Monday, November 8, 2010

Brian Fies Talks Words and Images

Last week, my Des001 class and I had the privilege of hearing a guest lecture done by Brian Fies, the author and illustrator of Mom’s Cancer and Whatever Happened to the World of Tomorrow?.  


Left Image from 
Copyright Brian Fies



Right Image from
                                                          Copyright Brian Fies


Both books provide personal insights into the person Brian Fies is, but his lecture gave us some powerful insights into the artist he is, his creative process, and why comics is his medium of choice.  I truly enjoyed his lecture.  He was open to questions and honest and about where in his books he felt he may have succeeded or failed.  Plus, it is always nice to hear the perspective of someone in a creative field because that is where we all hope to be someday.     

He spoke about many different topics, but specifically regarding the topic of the relationship between words and images, he had a lot to say, implying this was one of the most important considerations in his comics.  After briefly explaining his books, one of the first things he went into is the obvious question, why comics? In the words of Brian Fies, “Comics are a combination of words and pictures that add up to more than the sum of their parts,” meaning both words and images are infinitely better when used together than when used separately. He also said comics were what he chose partly because, “the language of comics allowed him to do things that other media wouldn’t.”  For example, it allowed him to use “hard-hitting metaphors” in Mom's Cancer such as being able to draw his mother as the character in the board game Operation, but as “inoperable”.  Another example was the illustration of his mother walking a tightrope as a metaphor for her life being a constant balancing act.  Just when she would think had something figured out, something else would come along to throw her off again. With this metaphor he was able to having a serious discussion in text about his mother’s struggles with balancing medication, but still allow the image of his mother walking a tightrope to be playful.  Furthermore, comics can manipulate space and time like few other mediums can.  



Image from
http://www.guardian.co.uk/science/blog/2010/jul/14/medical-comics-patients

The language of comics being the combination of words and images also gave him the freedom to be able to show one thing in pictures and put another in text.  An example Fies pointed out was the image of Frankenstein’s laboratory in Mom's Cancer being an obvious enough reference that it didn’t even need to be mentioned in the text.  He was free to put in the text whatever he wished.

The relationship between words and images and the different ways it can be used was obviously one of the biggest and most thought-out aspects of Fies’ books.  In Fies’ comics, and all comics, it is now even more clear that neither words nor images completely tell a story without the other.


# What is expected
Please repeat every record below exactly as written, but leave out the pictures.

Excerpts from a figure dataset:
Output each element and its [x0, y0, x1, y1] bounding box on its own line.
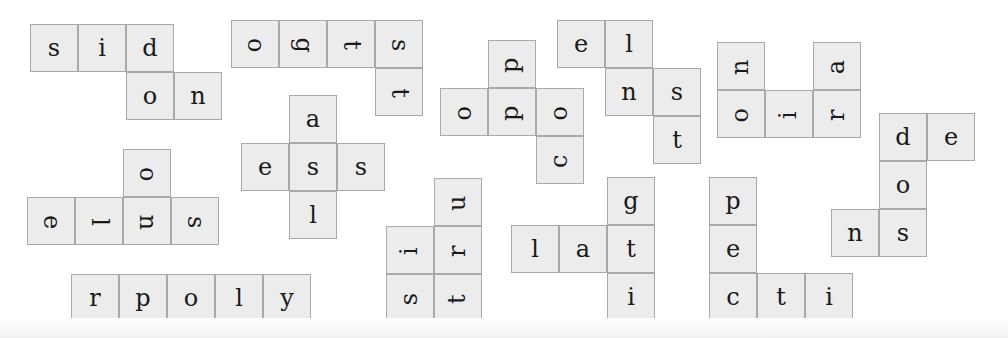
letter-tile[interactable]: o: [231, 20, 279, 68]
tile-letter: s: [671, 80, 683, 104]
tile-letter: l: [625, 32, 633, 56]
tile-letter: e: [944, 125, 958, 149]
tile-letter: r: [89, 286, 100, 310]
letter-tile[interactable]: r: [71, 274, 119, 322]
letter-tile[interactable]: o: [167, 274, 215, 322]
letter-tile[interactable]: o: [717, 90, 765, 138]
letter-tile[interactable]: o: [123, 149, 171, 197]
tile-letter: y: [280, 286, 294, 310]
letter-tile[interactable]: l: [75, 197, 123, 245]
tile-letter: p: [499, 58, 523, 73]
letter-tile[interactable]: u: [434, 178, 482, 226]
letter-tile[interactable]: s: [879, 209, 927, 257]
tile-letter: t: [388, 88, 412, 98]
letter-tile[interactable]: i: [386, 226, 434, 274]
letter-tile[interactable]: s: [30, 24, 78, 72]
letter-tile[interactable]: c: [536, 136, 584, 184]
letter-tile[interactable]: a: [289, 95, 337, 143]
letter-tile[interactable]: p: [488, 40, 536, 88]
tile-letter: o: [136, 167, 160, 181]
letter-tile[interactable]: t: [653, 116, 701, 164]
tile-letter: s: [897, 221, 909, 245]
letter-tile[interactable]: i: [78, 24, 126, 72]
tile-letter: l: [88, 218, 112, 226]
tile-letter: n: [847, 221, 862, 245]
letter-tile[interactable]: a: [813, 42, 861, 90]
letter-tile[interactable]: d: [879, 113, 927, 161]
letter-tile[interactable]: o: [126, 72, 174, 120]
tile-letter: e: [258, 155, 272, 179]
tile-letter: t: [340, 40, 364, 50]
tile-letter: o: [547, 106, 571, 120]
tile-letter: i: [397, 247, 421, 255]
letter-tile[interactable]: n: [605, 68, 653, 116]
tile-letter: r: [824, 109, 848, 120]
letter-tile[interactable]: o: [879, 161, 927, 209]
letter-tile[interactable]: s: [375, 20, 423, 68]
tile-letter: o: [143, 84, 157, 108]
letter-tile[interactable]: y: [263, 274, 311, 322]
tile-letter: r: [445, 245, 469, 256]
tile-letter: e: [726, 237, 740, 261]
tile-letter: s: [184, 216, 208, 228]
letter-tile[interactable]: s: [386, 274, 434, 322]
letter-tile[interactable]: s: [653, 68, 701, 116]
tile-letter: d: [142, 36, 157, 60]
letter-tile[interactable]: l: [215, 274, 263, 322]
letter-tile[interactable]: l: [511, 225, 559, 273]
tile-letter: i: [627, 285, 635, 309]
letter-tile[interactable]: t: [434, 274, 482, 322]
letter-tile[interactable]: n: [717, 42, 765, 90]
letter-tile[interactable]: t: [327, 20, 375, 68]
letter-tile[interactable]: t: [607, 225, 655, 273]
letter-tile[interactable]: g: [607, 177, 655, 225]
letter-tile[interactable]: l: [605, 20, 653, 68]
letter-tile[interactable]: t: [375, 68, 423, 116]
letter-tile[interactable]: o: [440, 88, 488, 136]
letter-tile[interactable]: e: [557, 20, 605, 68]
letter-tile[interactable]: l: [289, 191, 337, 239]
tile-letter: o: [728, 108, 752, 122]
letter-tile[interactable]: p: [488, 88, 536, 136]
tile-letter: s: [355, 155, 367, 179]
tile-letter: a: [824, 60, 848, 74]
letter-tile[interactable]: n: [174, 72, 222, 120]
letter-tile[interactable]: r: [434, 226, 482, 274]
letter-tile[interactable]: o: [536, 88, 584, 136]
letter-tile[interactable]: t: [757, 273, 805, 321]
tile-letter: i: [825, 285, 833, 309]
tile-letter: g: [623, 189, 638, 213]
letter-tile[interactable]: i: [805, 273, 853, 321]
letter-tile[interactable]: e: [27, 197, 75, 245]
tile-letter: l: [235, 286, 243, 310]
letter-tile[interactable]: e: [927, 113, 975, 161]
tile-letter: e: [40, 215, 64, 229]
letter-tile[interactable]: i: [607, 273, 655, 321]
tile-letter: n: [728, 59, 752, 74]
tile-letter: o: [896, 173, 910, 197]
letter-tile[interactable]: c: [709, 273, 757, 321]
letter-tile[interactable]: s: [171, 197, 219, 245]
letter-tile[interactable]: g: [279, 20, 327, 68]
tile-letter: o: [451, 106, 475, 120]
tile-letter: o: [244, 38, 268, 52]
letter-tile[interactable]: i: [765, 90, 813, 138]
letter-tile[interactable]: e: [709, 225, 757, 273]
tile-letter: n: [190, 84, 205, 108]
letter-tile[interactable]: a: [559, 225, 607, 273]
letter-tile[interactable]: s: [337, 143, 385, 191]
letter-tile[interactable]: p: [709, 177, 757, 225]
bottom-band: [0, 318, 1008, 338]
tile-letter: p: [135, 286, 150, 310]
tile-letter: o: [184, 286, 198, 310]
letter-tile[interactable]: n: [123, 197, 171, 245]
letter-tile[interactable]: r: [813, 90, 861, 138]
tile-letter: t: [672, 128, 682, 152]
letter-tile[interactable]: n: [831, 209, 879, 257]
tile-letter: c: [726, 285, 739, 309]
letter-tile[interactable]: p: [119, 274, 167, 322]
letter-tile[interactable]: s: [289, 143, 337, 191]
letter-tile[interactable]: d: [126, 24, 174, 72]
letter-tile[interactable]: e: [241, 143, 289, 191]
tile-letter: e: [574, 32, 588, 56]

# Result for this exercise
Output each element and its [x0, y0, x1, y1] bounding box on its own line.
letter-tile[interactable]: o: [231, 20, 279, 68]
tile-letter: s: [671, 80, 683, 104]
tile-letter: l: [625, 32, 633, 56]
tile-letter: e: [944, 125, 958, 149]
tile-letter: r: [89, 286, 100, 310]
letter-tile[interactable]: r: [71, 274, 119, 322]
letter-tile[interactable]: o: [167, 274, 215, 322]
letter-tile[interactable]: o: [717, 90, 765, 138]
letter-tile[interactable]: o: [123, 149, 171, 197]
tile-letter: y: [280, 286, 294, 310]
letter-tile[interactable]: l: [75, 197, 123, 245]
tile-letter: p: [499, 58, 523, 73]
letter-tile[interactable]: u: [434, 178, 482, 226]
letter-tile[interactable]: s: [879, 209, 927, 257]
tile-letter: t: [388, 88, 412, 98]
letter-tile[interactable]: i: [386, 226, 434, 274]
letter-tile[interactable]: s: [30, 24, 78, 72]
letter-tile[interactable]: c: [536, 136, 584, 184]
letter-tile[interactable]: a: [289, 95, 337, 143]
letter-tile[interactable]: p: [488, 40, 536, 88]
tile-letter: o: [136, 167, 160, 181]
letter-tile[interactable]: t: [653, 116, 701, 164]
tile-letter: s: [897, 221, 909, 245]
letter-tile[interactable]: i: [78, 24, 126, 72]
tile-letter: l: [88, 218, 112, 226]
tile-letter: n: [847, 221, 862, 245]
letter-tile[interactable]: a: [813, 42, 861, 90]
letter-tile[interactable]: d: [879, 113, 927, 161]
letter-tile[interactable]: o: [126, 72, 174, 120]
tile-letter: e: [258, 155, 272, 179]
tile-letter: t: [340, 40, 364, 50]
tile-letter: o: [547, 106, 571, 120]
tile-letter: i: [397, 247, 421, 255]
letter-tile[interactable]: n: [605, 68, 653, 116]
tile-letter: r: [824, 109, 848, 120]
letter-tile[interactable]: o: [879, 161, 927, 209]
letter-tile[interactable]: s: [375, 20, 423, 68]
tile-letter: o: [143, 84, 157, 108]
letter-tile[interactable]: y: [263, 274, 311, 322]
tile-letter: r: [445, 245, 469, 256]
tile-letter: e: [726, 237, 740, 261]
tile-letter: s: [184, 216, 208, 228]
letter-tile[interactable]: s: [386, 274, 434, 322]
letter-tile[interactable]: s: [653, 68, 701, 116]
tile-letter: d: [142, 36, 157, 60]
letter-tile[interactable]: l: [215, 274, 263, 322]
letter-tile[interactable]: l: [511, 225, 559, 273]
tile-letter: i: [627, 285, 635, 309]
letter-tile[interactable]: t: [434, 274, 482, 322]
letter-tile[interactable]: n: [717, 42, 765, 90]
letter-tile[interactable]: t: [327, 20, 375, 68]
letter-tile[interactable]: t: [607, 225, 655, 273]
letter-tile[interactable]: g: [607, 177, 655, 225]
letter-tile[interactable]: l: [605, 20, 653, 68]
letter-tile[interactable]: t: [375, 68, 423, 116]
letter-tile[interactable]: o: [440, 88, 488, 136]
letter-tile[interactable]: e: [557, 20, 605, 68]
letter-tile[interactable]: l: [289, 191, 337, 239]
tile-letter: o: [728, 108, 752, 122]
letter-tile[interactable]: p: [488, 88, 536, 136]
tile-letter: s: [355, 155, 367, 179]
tile-letter: a: [824, 60, 848, 74]
letter-tile[interactable]: n: [174, 72, 222, 120]
letter-tile[interactable]: r: [434, 226, 482, 274]
letter-tile[interactable]: o: [536, 88, 584, 136]
letter-tile[interactable]: t: [757, 273, 805, 321]
tile-letter: i: [825, 285, 833, 309]
tile-letter: g: [623, 189, 638, 213]
letter-tile[interactable]: i: [805, 273, 853, 321]
letter-tile[interactable]: e: [27, 197, 75, 245]
tile-letter: l: [235, 286, 243, 310]
letter-tile[interactable]: e: [927, 113, 975, 161]
tile-letter: e: [40, 215, 64, 229]
letter-tile[interactable]: i: [607, 273, 655, 321]
tile-letter: n: [728, 59, 752, 74]
tile-letter: o: [896, 173, 910, 197]
letter-tile[interactable]: c: [709, 273, 757, 321]
letter-tile[interactable]: s: [171, 197, 219, 245]
letter-tile[interactable]: g: [279, 20, 327, 68]
tile-letter: o: [451, 106, 475, 120]
tile-letter: o: [244, 38, 268, 52]
letter-tile[interactable]: i: [765, 90, 813, 138]
letter-tile[interactable]: e: [709, 225, 757, 273]
tile-letter: n: [190, 84, 205, 108]
letter-tile[interactable]: a: [559, 225, 607, 273]
letter-tile[interactable]: s: [337, 143, 385, 191]
letter-tile[interactable]: p: [709, 177, 757, 225]
bottom-band: [0, 318, 1008, 338]
tile-letter: p: [135, 286, 150, 310]
tile-letter: o: [184, 286, 198, 310]
letter-tile[interactable]: n: [123, 197, 171, 245]
letter-tile[interactable]: r: [813, 90, 861, 138]
tile-letter: t: [672, 128, 682, 152]
letter-tile[interactable]: n: [831, 209, 879, 257]
tile-letter: c: [726, 285, 739, 309]
letter-tile[interactable]: p: [119, 274, 167, 322]
letter-tile[interactable]: s: [289, 143, 337, 191]
letter-tile[interactable]: d: [126, 24, 174, 72]
letter-tile[interactable]: e: [241, 143, 289, 191]
tile-letter: e: [574, 32, 588, 56]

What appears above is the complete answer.